Property rights? Whose property? Which property?

Early champions of individual freedom and rights mentioned, with emphasis, that these rights meant nothing unless private property was honored and protected.

Freedom without ownership was meaningless.

So now, what do we have? A major difference between private and public property.

If thousands of people can riot across America and loot and burn and destroy private property—and for the most part remain exempt from punishment under the law…

While far less violent actions against public property on January 6, 2021, at the Capitol in Washington, resulted in charges of insurrection and years of imprisonment for those found guilty…

Something is “out of balance,” to say the very least.

The January 6th events were treated as high crimes against sacred laws and structures; the widespread destruction of privately owned businesses was ignored, or finessed as “justified protest.”

How did this disparity come about?

Obviously, those “in charge of” public property (the government) made a new unratified change to basic law and the Constitution.

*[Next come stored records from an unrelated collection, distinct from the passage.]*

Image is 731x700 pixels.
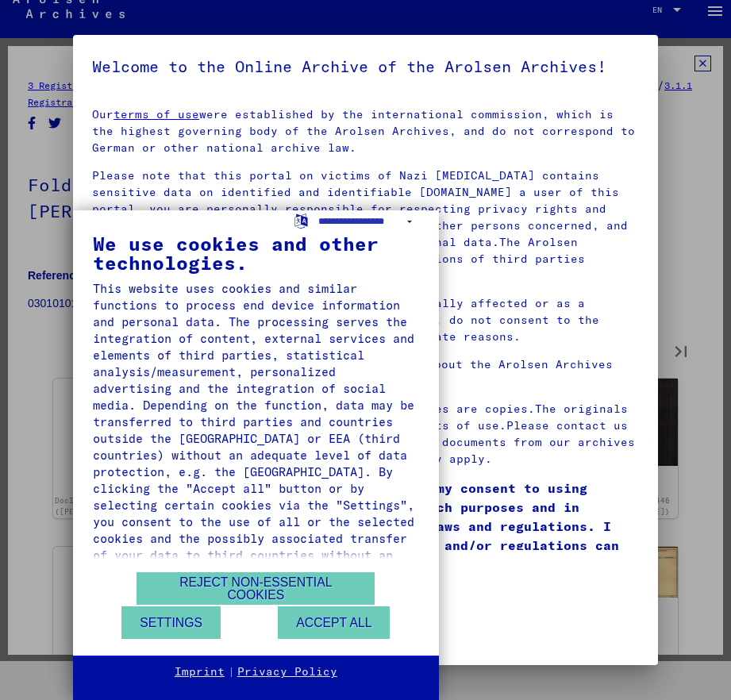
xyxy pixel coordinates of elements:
button: Settings [122,607,221,639]
div: This website uses cookies and similar functions to process end device information and personal da... [92,280,419,580]
a: Imprint [174,664,225,681]
div: We use cookies and other technologies. [92,234,419,273]
button: Reject non-essential cookies [136,572,375,605]
button: Accept all [277,607,389,639]
a: Privacy Policy [238,664,337,681]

Without a vote, without consent of the governed.

Through a long gradual demeaning of the concept of private property.

Which happened to align with a fundamental precept of the actual group called the Illuminati (founded in 1776), and another group called Communism. (There is a straight time line of philosophical transmission from the Illuminati to Marxism.)

These two groups declared that private property is a crime.

When you hook this proposition up to other Marxist notions about capitalism and the free market, you have a powerful foundation for propaganda.

You can enlist millions of people who don’t own property and believe they never will.

Their “right to be supported by the State” suddenly exceeds, by moral miles, the notion that an individual can “own a thing,” a mere piece of land or a store or a TV set.

The right to be supported by the State has religious level zeal behind it; the right to own a small square of dirt seems absurd by comparison. Because propaganda has succeeded fabulously.